1848 - 1906

Oscar F. Dubuis

Born in Givrins, Switzerland, Dubuis studied for two years at the Polytechnic Institute at Winterthur, Switzerland (now the Polytechnic Institute of Switzerland), and subsequently spent four years as an architect’s apprentice. He immigrated to the United States in 1869, settling in Chicago. The following year he was hired by Chicago’s West Park Commission as a draftsman. By 1880 he replaced William Le Baron Jenney as the commission’s architect and engineer, overseeing the development of parks and boulevards, including Douglas (now Douglass) Park and Garfield Park. In addition to his role with the commission, Dubuis served as the landscape engineer for a redesigned plan of Lincoln Park in Grand Rapids, Michigan (1889), and contributed to the landscape design of the Illinois Building at the World’s Columbian Exposition (1893).

After leaving the West Park Commission in 1893 Dubuis worked as an engineer for the city’s Lincoln Park District. Two years later he relocated to Peoria, Illinois, to serve as the Engineer and Superintendent of Parks. One of his first projects was the design of the 117-acre Glen Oak Park, where he established picturesque drives, a pavilion, tennis courts, and athletic fields. He subsequently laid out pavilions and paths at Laura Bradley Park and South (now Trewyn) Park. His most significant work in Peoria was the design of the 180-acre linear Grand View Park in 1902. With its 2.5-mile long pleasure drive that includes scenic overlooks and preserved old growth trees, the site was declared the “world’s most beautiful drive” by President Thedore Roosevelt upon his visit to Peoria in 1910. A resident of Peoria until his death at the age of 57, Dubuis is buried in the city’s Springdale Cemetery. His contributions to Peoria’s cultural landscape are commemorated in a plaque in Grand View Park and the park’s listing in the National Register of Historic Places in 1996.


◆ Problem requirements
Which lines in the records below contain the word "investing"? Return each of them.

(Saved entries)
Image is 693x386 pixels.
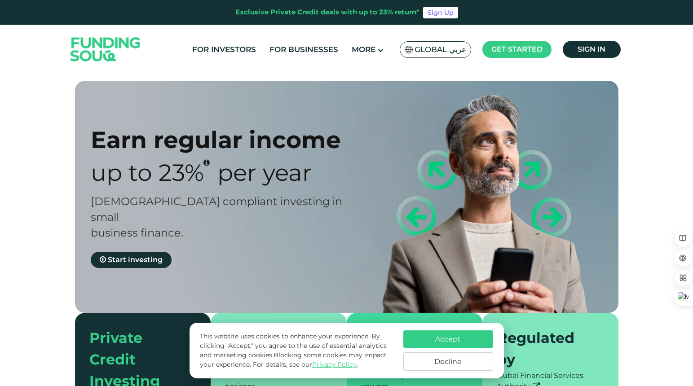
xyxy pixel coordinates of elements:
span: For details, see our . [253,361,358,369]
div: Earn regular income [91,126,362,154]
span: [DEMOGRAPHIC_DATA] compliant investing in small business finance. [91,195,342,239]
span: Blocking some cookies may impact your experience. [200,351,387,369]
a: For Businesses [267,42,340,57]
i: 23% IRR (expected) ~ 15% Net yield (expected) [203,159,210,166]
button: Accept [403,330,493,348]
div: Regulated by [497,327,593,370]
span: Sign in [577,45,605,53]
a: Privacy Policy [312,361,357,369]
span: Get started [491,45,542,53]
span: Per Year [217,158,312,187]
span: Up to 23% [91,158,204,187]
p: This website uses cookies to enhance your experience. By clicking "Accept," you agree to the use ... [200,332,394,370]
a: Start investing [91,252,172,268]
img: SA Flag [405,46,413,53]
a: Sign in [563,41,621,58]
img: Logo [62,27,150,72]
button: Decline [403,352,493,371]
div: Exclusive Private Credit deals with up to 23% return* [235,7,419,18]
span: Global عربي [414,44,466,55]
a: Sign Up [423,7,458,18]
span: Start investing [108,255,163,264]
a: For Investors [190,42,258,57]
span: More [352,45,375,54]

◆ Result for this exercise
span: [DEMOGRAPHIC_DATA] compliant investing in small business finance. [91,195,342,239]
a: Start investing [91,252,172,268]
span: Start investing [108,255,163,264]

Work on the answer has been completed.